There have been attempts to smear as racist, journalists or media outlets which present these facts to the public. In March, the Anti-Discrimination Board published a carefully concocted 123-page smear pamphlet Race For The Headlines, about "moral panic" and "anti-Arab, anti- Muslim" bigotry in the media. It was just one of many attempts by ideologues to diminish the real and lasting suffering of the brave young women who testified in court and ensured that at least some rapists were locked away.

But the social problem behind the rapes hasn't gone away. Whatever makes a subsection of immigrant families in Sydney bring up their sons with such disregard for "Australian" or non-Muslim females remains. In a speech recently, former detective sergeant Tim Priest, the Cabramatta whistleblower, said he saw a pattern of denial about "Middle Eastern crime" similar to that which he experienced about drug crime in Cabramatta. He told of many instances of police "backing down to Middle Eastern thugs" in confrontations in what he calls the "Muslim- dominated areas" of south-western Sydney.

He cited a case in Auburn in 2001 when two uniformed police officers stopped a suspect car and found stolen property. The three occupants of the car threatened to kill the officers, and "f---" their girlfriends. When the police called for backup, so, too, did the thugs on their mobile phones, summoning 60 associates for battle. The response by police chiefs was to order the officers to retreat. And then, later, when the offenders drove to the police station, intimidating staff, damaging property and "virtually holding a suburban police station hostage," again the police did nothing. "By avoiding all confrontations with these thugs the police gave away the streets in many areas of south-western Sydney," Priest said.

In another speech last week for Opposition police spokesman Peter Debnam at Parliament House, Priest proposed a solution to the growing mayhem: zero- tolerance policing, which transformed New York in 1994. He spoke scathingly of academics and criminologists who oppose the model because it conflicts with their "root cause" theory of crime. Priest gets a lot of speaking engagements these days and his book with anthropologist Richard Basham, To Protect And To Serve, is a bestseller. But to the liberal establishment, he is a pariah and they take every opportunity to belittle him.
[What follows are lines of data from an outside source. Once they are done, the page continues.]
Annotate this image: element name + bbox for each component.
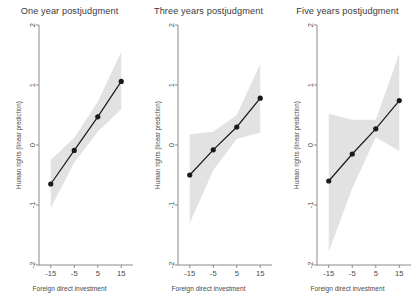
data-point-marker (258, 96, 263, 101)
y-tick-label: -1 (28, 202, 37, 209)
x-axis-title: Foreign direct investment (278, 285, 417, 292)
y-tick-label: 1 (306, 83, 315, 87)
panel-five-years: Five years postjudgment 210-1-2-15-5515H… (278, 0, 417, 308)
data-point-marker (119, 79, 124, 84)
data-point-marker (211, 147, 216, 152)
x-tick-label: -15 (45, 269, 56, 278)
data-point-marker (350, 151, 355, 156)
x-tick-label: 15 (117, 269, 125, 278)
confidence-band (329, 54, 400, 252)
x-tick-label: -5 (71, 269, 78, 278)
y-tick-label: -1 (306, 202, 315, 209)
y-tick-label: 1 (28, 83, 37, 87)
panel-one-year: One year postjudgment 210-1-2-15-5515Hum… (0, 0, 139, 308)
y-tick-label: -2 (167, 262, 176, 269)
plot-area-one-year: 210-1-2-15-5515Human rights (linear pred… (0, 0, 139, 308)
x-tick-label: -15 (323, 269, 334, 278)
x-tick-label: 5 (235, 269, 239, 278)
data-point-marker (326, 178, 331, 183)
prediction-line (51, 81, 122, 184)
data-point-marker (373, 126, 378, 131)
y-tick-label: -2 (28, 262, 37, 269)
y-tick-label: 0 (28, 143, 37, 147)
confidence-band (51, 52, 122, 208)
plot-area-five-years: 210-1-2-15-5515Human rights (linear pred… (278, 0, 417, 308)
figure-panel-group: One year postjudgment 210-1-2-15-5515Hum… (0, 0, 417, 308)
x-tick-label: 5 (374, 269, 378, 278)
data-point-marker (234, 124, 239, 129)
data-point-marker (187, 172, 192, 177)
x-tick-label: -5 (210, 269, 217, 278)
confidence-band (190, 64, 261, 223)
x-tick-label: 5 (96, 269, 100, 278)
y-tick-label: 0 (167, 143, 176, 147)
x-axis-title: Foreign direct investment (139, 285, 278, 292)
x-axis-title: Foreign direct investment (0, 285, 139, 292)
y-tick-label: 2 (28, 23, 37, 27)
x-tick-label: -15 (184, 269, 195, 278)
panel-three-years: Three years postjudgment 210-1-2-15-5515… (139, 0, 278, 308)
x-tick-label: 15 (395, 269, 403, 278)
plot-area-three-years: 210-1-2-15-5515Human rights (linear pred… (139, 0, 278, 308)
x-tick-label: 15 (256, 269, 264, 278)
y-tick-label: -1 (167, 202, 176, 209)
data-point-marker (72, 148, 77, 153)
y-tick-label: 2 (306, 23, 315, 27)
y-axis-title: Human rights (linear prediction) (154, 101, 162, 189)
data-point-marker (95, 114, 100, 119)
x-tick-label: -5 (349, 269, 356, 278)
data-point-marker (48, 181, 53, 186)
y-tick-label: 1 (167, 83, 176, 87)
y-tick-label: 0 (306, 143, 315, 147)
data-point-marker (397, 98, 402, 103)
y-axis-title: Human rights (linear prediction) (293, 101, 301, 189)
y-tick-label: 2 (167, 23, 176, 27)
y-axis-title: Human rights (linear prediction) (15, 101, 23, 189)
y-tick-label: -2 (306, 262, 315, 269)
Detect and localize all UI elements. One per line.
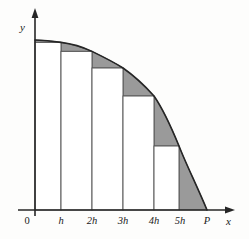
tick-label-2h: 2h bbox=[87, 215, 98, 226]
x-axis-arrowhead bbox=[225, 207, 235, 214]
y-axis-arrowhead bbox=[32, 8, 39, 18]
tick-label-0: 0 bbox=[24, 215, 29, 226]
figure-canvas: y x 0 h 2h 3h 4h 5h P bbox=[0, 0, 249, 239]
bar-0-h bbox=[35, 42, 61, 210]
tick-label-3h: 3h bbox=[117, 215, 129, 226]
tick-label-P: P bbox=[203, 215, 211, 226]
bar-4h-5h bbox=[154, 146, 179, 210]
bar-3h-4h bbox=[123, 96, 154, 210]
bar-2h-3h bbox=[92, 68, 123, 210]
y-axis-label: y bbox=[19, 21, 25, 33]
tick-label-5h: 5h bbox=[175, 215, 186, 226]
tick-label-4h: 4h bbox=[149, 215, 160, 226]
x-tick-labels: 0 h 2h 3h 4h 5h P bbox=[24, 215, 210, 226]
bar-h-2h bbox=[61, 51, 92, 210]
tick-label-h: h bbox=[58, 215, 63, 226]
x-axis-label: x bbox=[225, 215, 231, 227]
riemann-sum-figure: y x 0 h 2h 3h 4h 5h P bbox=[0, 0, 249, 239]
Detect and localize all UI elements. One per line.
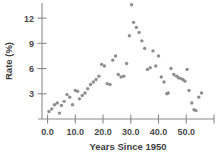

Of course, shooting the messenger is of no service to the vast bulk of decent, law-abiding Muslims in Sydney, whose own leaders have been vocal in support of harsh sentences for gang rapists.

What is really needed is some way of combating the sorts of twisted attitudes towards women which were neatly summed up by the father of the five brothers convicted most recently for the Ashfield rapes.

A doctor, who gave alibi evidence disregarded by the jury, as good as told a reporter last week the victims asked for it. "What do they expect to happen to them? Girls from Pakistan don't go out at night."